Saturday, January 21, 2006

Tierney: GOP = The Party of Pain

I hope you're sitting down. For once in his life, NY Times columnist John Tierney gets it right correct.

The Party of Pain
By John Tierney

As the baby boomers age, more and more Americans will either be enduring chronic pain or taking care of someone in pain. The Republican Party has been reaching out to them with a two-step plan:

1. Do not give patients medicine to ease their pain.

2. If they are in great pain and near death, do not let them put an end to their misery.

The Republicans have been so determined to become the Pain Party that they’ve brushed aside their traditional belief in states’ rights. The Bush administration wants lawyers in Washington and federal prosecutors with no medical training to tell doctors how to treat patients.

As attorney general, John Ashcroft decided that Oregon’s law allowing physician-assisted suicide violated the federal Controlled Substances Act because he didn’t consider this use of drugs to be a “legitimate medical purpose.” Karen Tandy, the head of the Drug Enforcement Administration, has been using this same legal theory to decree how doctors should medicate patients with pain, and those who disagree with her medical judgment can be sent to prison.

You know Republicans have lost their bearings when they need a lesson in states’ rights from Janet Reno, who considered the Oregon law when she was attorney general. For the federal government to decide what constituted legitimate medicine, she wrote, would wrongly “displace the states as the primary regulators of the medical profession.”

[. . .]

As noted in The New England Journal of Medicine this month, the D.E.A. has made doctors reluctant to give opioids to desperately ill patients, even when these drugs are the most effective pain treatment. The article warned that a victory for the Bush administration in the Oregon case, besides affecting terminally ill patients in Oregon, could cause doctors across the country to “abandon patients and their families in their moment of greatest need.”

The Supreme Court’s decision is a victory for patients and their doctors – including, I hope, some of the ones in prison for violating the federal legal theory that has now been rejected by the court. The doctors should go free, and Republicans in the White House and Congress should restrain the drug warriors who locked them up. When this year’s budget is drawn up, it’s the D.E.A.’s turn to feel pain.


* The problem: Tally the lines below that contain "name". The number is the whole answer.

Information provided START

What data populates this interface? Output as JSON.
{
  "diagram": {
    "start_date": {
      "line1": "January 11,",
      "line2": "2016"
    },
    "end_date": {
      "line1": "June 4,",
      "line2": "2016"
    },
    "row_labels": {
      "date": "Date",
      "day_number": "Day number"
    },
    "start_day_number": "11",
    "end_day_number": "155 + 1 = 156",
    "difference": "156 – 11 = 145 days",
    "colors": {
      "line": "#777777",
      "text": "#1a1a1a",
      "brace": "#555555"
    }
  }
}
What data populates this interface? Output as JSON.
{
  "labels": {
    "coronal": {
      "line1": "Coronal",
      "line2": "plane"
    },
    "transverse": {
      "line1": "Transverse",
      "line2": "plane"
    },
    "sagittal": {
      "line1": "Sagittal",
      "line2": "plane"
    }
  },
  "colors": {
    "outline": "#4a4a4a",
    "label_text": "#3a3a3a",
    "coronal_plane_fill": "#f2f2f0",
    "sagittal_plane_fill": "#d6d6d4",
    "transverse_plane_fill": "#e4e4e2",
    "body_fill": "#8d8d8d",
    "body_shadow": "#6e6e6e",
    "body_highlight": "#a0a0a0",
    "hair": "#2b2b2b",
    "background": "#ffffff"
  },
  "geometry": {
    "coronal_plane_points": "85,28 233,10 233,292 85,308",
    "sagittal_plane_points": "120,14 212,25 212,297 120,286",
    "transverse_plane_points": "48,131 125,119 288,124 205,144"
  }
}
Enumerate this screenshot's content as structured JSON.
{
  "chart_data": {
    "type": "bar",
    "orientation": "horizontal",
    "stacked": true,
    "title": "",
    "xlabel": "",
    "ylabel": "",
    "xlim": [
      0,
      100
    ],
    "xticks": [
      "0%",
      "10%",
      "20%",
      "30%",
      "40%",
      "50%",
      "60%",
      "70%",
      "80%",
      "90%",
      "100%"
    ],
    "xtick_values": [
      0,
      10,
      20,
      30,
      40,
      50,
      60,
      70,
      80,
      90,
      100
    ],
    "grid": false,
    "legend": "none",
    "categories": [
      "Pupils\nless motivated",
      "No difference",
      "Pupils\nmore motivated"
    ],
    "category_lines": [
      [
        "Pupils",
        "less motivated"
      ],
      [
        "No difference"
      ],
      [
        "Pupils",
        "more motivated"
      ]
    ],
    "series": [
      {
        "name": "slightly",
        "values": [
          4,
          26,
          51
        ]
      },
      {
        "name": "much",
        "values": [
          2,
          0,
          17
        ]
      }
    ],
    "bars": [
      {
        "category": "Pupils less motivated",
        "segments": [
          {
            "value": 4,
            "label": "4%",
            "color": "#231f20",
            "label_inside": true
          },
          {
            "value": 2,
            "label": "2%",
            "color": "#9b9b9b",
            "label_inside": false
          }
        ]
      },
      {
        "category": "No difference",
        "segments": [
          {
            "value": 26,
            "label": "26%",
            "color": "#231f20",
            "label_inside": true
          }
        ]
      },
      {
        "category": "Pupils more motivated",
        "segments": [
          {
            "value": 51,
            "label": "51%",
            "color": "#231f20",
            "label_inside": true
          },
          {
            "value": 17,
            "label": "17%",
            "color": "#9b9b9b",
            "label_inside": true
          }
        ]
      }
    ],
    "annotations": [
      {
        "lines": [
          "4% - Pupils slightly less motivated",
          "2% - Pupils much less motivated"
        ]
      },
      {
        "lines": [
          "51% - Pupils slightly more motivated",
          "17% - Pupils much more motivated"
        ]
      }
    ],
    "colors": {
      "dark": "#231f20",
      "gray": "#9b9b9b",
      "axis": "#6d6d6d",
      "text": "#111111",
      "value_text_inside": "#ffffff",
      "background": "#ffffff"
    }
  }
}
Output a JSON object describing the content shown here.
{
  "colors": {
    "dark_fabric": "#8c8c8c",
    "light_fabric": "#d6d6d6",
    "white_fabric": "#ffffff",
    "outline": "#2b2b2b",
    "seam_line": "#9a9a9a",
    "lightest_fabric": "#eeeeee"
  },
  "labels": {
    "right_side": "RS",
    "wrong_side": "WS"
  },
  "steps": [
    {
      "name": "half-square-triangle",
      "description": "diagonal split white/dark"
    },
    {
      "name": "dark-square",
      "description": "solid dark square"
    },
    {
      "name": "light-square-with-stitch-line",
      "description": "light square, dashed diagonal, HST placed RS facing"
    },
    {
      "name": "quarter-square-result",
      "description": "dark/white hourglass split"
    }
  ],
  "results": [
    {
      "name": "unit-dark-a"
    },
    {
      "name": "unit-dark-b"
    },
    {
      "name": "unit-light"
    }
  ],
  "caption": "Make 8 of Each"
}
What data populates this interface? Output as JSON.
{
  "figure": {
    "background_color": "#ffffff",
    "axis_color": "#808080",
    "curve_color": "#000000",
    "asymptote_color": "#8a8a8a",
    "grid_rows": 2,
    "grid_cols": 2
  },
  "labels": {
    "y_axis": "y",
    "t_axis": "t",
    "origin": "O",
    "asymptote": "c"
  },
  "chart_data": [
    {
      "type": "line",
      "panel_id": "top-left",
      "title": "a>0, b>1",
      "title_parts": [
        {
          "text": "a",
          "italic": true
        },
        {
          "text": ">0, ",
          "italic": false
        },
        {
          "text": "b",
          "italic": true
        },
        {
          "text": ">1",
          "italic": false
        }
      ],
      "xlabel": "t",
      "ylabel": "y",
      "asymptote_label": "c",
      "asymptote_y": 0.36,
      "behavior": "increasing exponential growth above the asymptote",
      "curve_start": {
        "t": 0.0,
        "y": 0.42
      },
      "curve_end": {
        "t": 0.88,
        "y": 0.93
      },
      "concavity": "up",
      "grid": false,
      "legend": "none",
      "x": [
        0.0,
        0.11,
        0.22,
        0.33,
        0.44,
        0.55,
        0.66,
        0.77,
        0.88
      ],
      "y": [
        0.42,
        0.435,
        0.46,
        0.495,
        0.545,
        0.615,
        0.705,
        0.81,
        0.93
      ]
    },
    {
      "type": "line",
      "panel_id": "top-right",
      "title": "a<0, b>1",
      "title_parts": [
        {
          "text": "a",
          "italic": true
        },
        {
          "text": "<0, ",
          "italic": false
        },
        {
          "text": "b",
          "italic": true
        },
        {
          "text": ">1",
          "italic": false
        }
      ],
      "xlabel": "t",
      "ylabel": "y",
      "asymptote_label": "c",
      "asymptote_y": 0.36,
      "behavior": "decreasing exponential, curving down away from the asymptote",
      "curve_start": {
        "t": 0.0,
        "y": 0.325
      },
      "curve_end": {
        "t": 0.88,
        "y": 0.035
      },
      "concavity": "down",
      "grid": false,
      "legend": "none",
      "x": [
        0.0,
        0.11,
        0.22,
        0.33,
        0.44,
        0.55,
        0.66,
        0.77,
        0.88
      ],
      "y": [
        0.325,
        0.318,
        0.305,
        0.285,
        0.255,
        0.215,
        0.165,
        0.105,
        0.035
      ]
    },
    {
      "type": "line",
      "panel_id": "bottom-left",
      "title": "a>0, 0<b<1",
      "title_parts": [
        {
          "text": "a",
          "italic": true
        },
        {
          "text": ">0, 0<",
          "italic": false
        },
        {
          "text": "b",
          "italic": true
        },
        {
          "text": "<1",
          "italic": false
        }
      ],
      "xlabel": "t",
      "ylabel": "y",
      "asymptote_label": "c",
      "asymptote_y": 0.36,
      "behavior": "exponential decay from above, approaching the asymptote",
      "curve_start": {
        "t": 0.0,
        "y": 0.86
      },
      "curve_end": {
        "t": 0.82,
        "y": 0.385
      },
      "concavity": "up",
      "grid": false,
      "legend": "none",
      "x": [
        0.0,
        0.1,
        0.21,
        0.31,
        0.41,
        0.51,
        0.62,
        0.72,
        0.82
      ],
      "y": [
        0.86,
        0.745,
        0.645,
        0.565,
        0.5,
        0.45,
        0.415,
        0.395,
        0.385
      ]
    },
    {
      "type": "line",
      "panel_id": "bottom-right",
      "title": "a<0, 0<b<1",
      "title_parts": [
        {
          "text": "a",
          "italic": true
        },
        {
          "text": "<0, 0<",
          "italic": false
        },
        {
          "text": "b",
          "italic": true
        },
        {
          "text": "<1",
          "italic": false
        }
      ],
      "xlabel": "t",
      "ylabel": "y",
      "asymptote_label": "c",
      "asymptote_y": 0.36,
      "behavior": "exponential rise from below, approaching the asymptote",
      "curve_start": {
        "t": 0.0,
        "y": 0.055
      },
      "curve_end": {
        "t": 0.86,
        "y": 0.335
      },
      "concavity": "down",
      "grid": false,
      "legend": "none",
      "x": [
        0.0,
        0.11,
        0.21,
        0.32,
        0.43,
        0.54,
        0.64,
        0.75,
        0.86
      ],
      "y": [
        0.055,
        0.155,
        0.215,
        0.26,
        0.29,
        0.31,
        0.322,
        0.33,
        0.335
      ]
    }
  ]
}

Information provided END

* Task result: 9